▶ _Problem requirements_:
Print, exactly as written, the line in the entries below that contains "Find the location of a particular element. This" and every line after it up to and including the last. Omit pictures.

Stored data entries
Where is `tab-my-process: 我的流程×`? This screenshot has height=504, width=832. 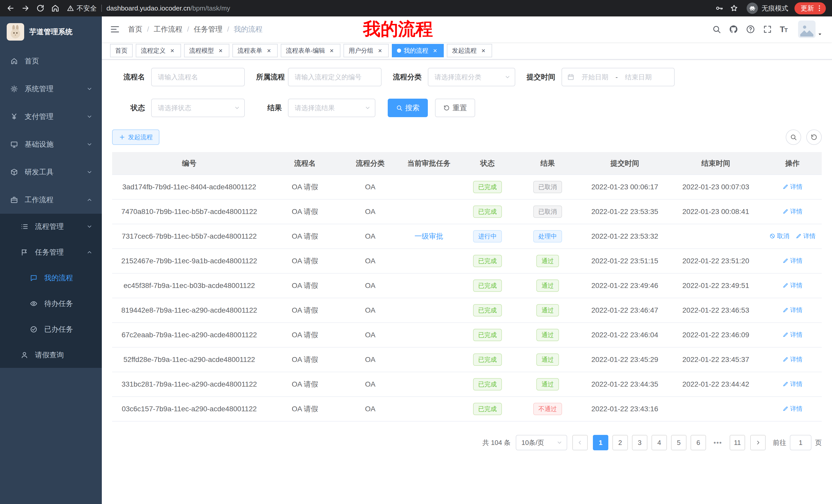 tab-my-process: 我的流程× is located at coordinates (418, 51).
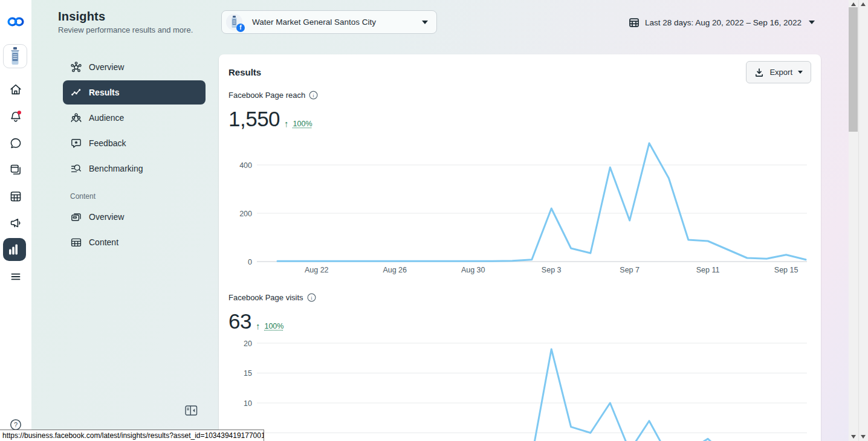  What do you see at coordinates (15, 56) in the screenshot?
I see `business-avatar` at bounding box center [15, 56].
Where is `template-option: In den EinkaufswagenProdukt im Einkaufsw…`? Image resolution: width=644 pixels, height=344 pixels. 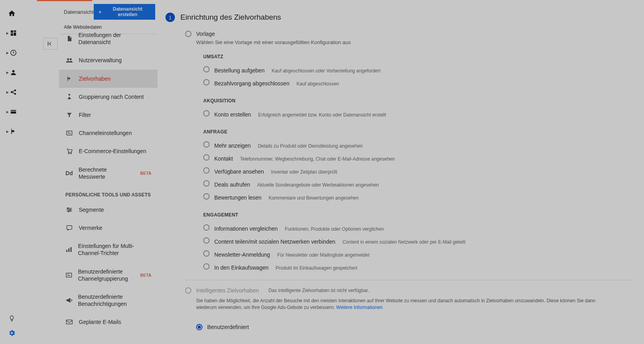
template-option: In den EinkaufswagenProdukt im Einkaufsw… is located at coordinates (418, 267).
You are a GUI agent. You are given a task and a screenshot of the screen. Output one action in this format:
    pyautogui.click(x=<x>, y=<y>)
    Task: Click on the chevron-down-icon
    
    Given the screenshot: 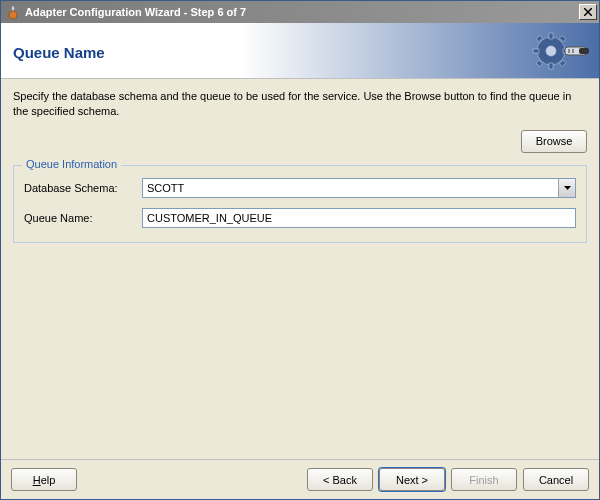 What is the action you would take?
    pyautogui.click(x=566, y=188)
    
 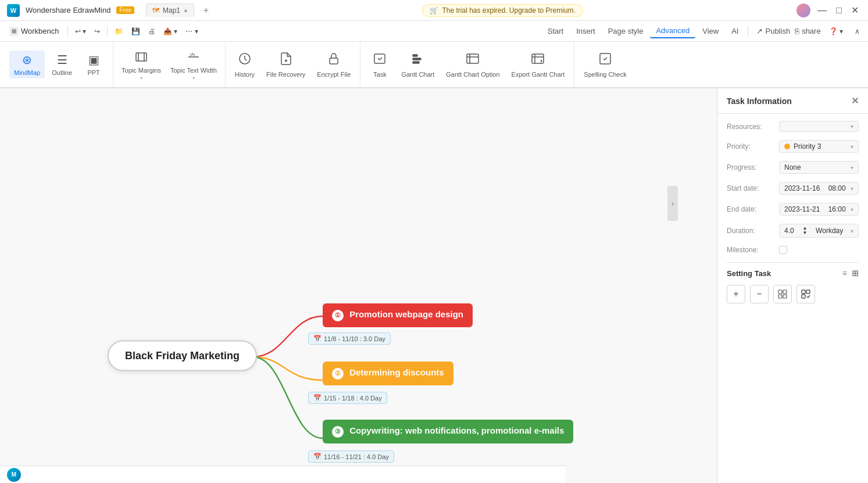 I want to click on duration-unit-text: Workday, so click(x=829, y=231).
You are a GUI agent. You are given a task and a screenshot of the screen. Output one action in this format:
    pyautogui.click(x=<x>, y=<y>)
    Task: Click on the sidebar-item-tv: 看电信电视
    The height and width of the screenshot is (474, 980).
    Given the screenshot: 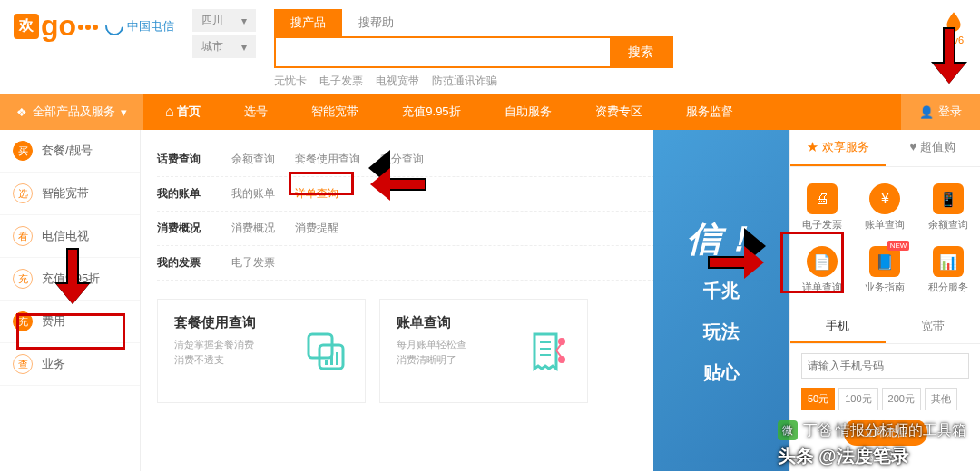 What is the action you would take?
    pyautogui.click(x=70, y=236)
    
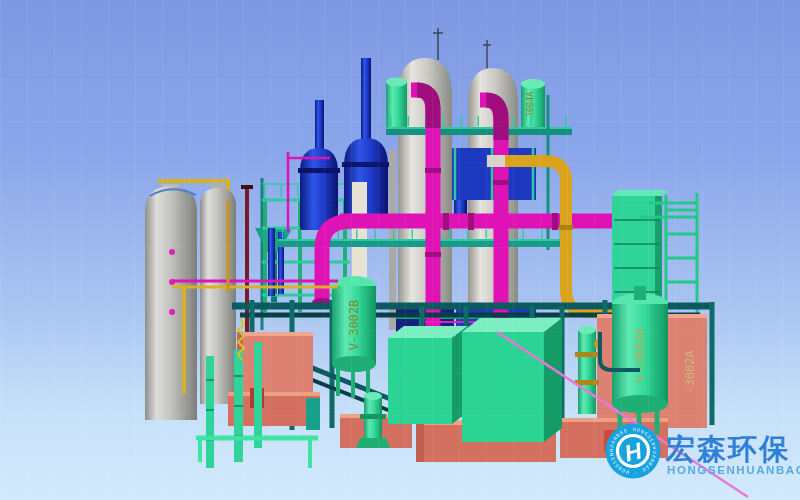  What do you see at coordinates (396, 105) in the screenshot?
I see `green-cylinder-small` at bounding box center [396, 105].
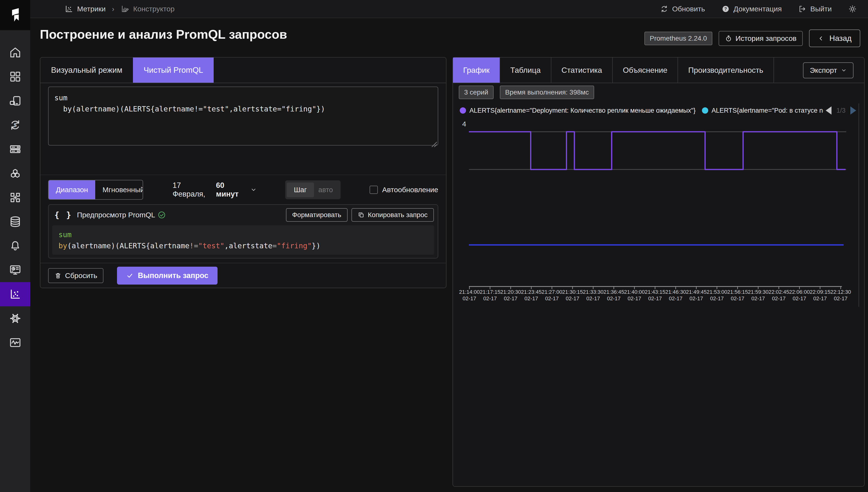 This screenshot has width=868, height=492. What do you see at coordinates (15, 222) in the screenshot?
I see `sidebar-item-database` at bounding box center [15, 222].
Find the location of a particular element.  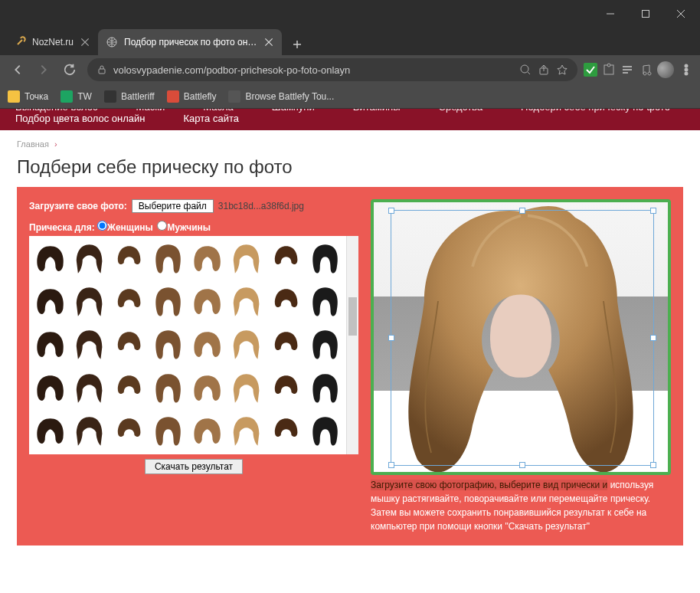

nav-link: Подбери себе прическу по фото is located at coordinates (596, 110).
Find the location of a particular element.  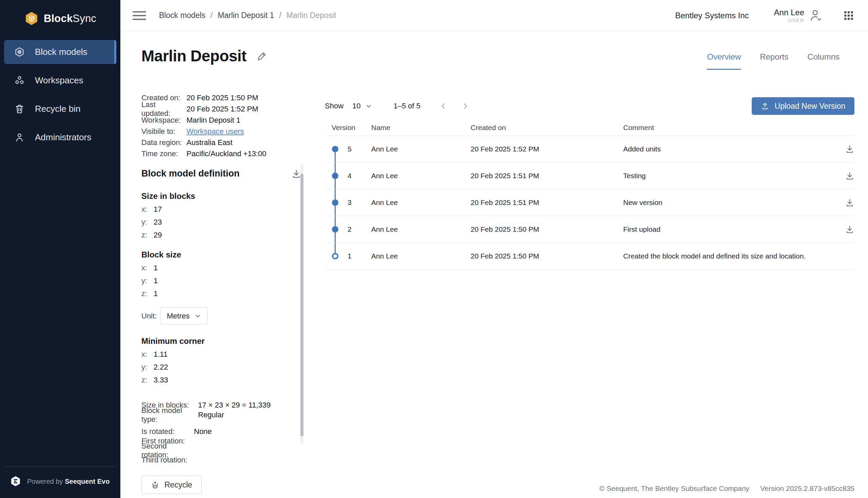

corner-z-row: z:3.33 is located at coordinates (221, 380).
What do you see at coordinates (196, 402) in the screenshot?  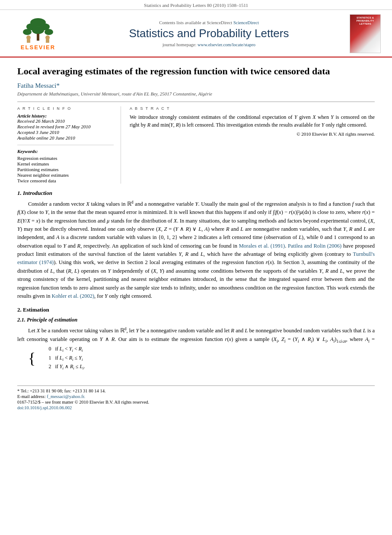 I see `issn-line: 0167-7152/$ – see front matter © 2010 El…` at bounding box center [196, 402].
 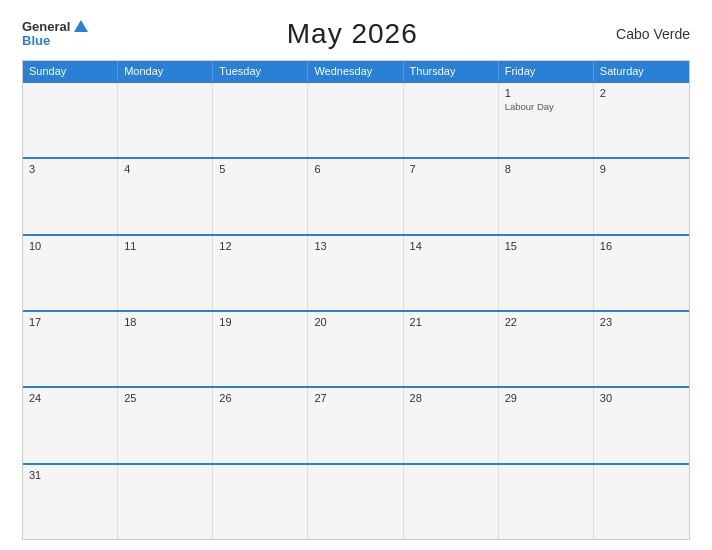 I want to click on dow-friday: Friday, so click(x=546, y=71).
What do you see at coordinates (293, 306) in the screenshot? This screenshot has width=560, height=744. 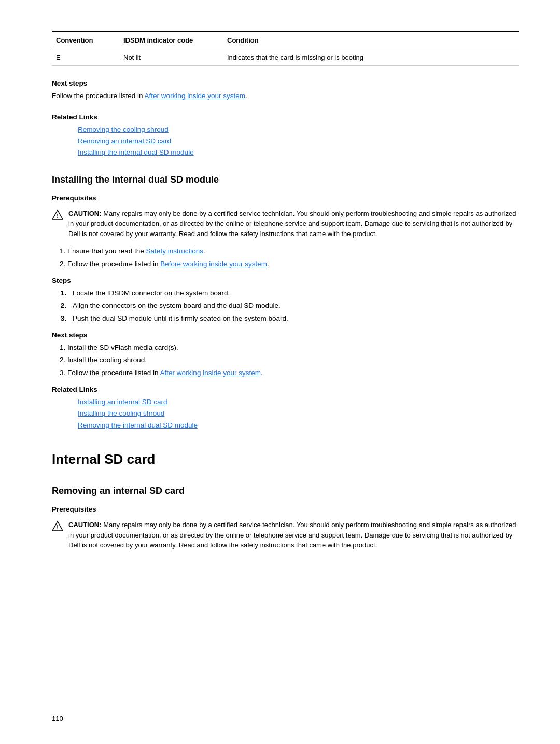 I see `list-item: Align the connectors on the system board…` at bounding box center [293, 306].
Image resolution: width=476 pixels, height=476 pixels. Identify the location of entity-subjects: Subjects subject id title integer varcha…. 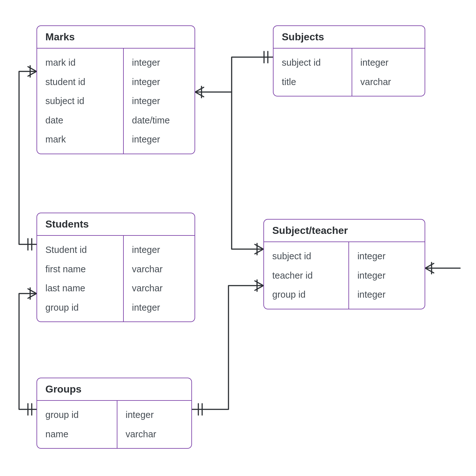
(349, 61).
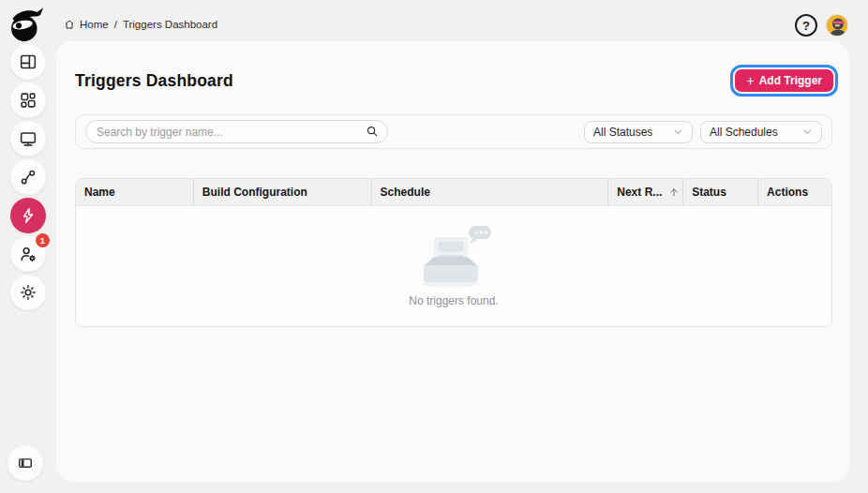  Describe the element at coordinates (28, 62) in the screenshot. I see `layout-board-icon` at that location.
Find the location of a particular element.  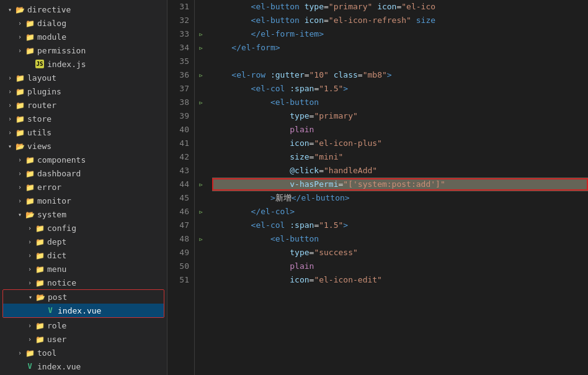

code-line-41: icon="el-icon-plus" is located at coordinates (400, 143).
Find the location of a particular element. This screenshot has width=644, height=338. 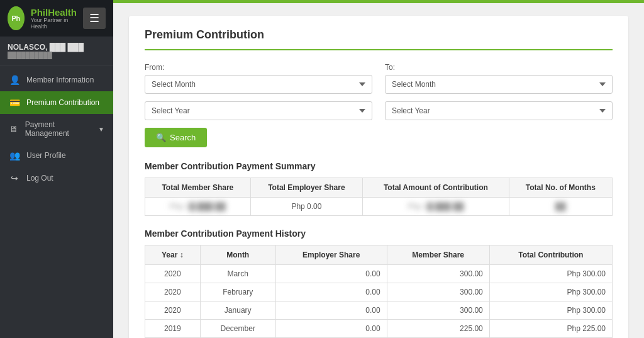

summary-col-total-contribution: Total Amount of Contribution is located at coordinates (436, 188).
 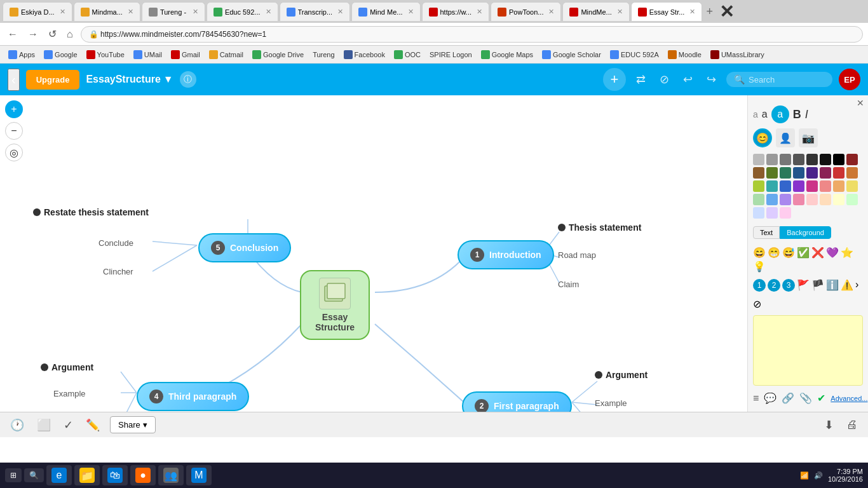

▶ _Your solution_:
Find the location of a particular element. This screenshot has width=644, height=338. 

summary-col-total-contribution: Total Amount of Contribution is located at coordinates (436, 188).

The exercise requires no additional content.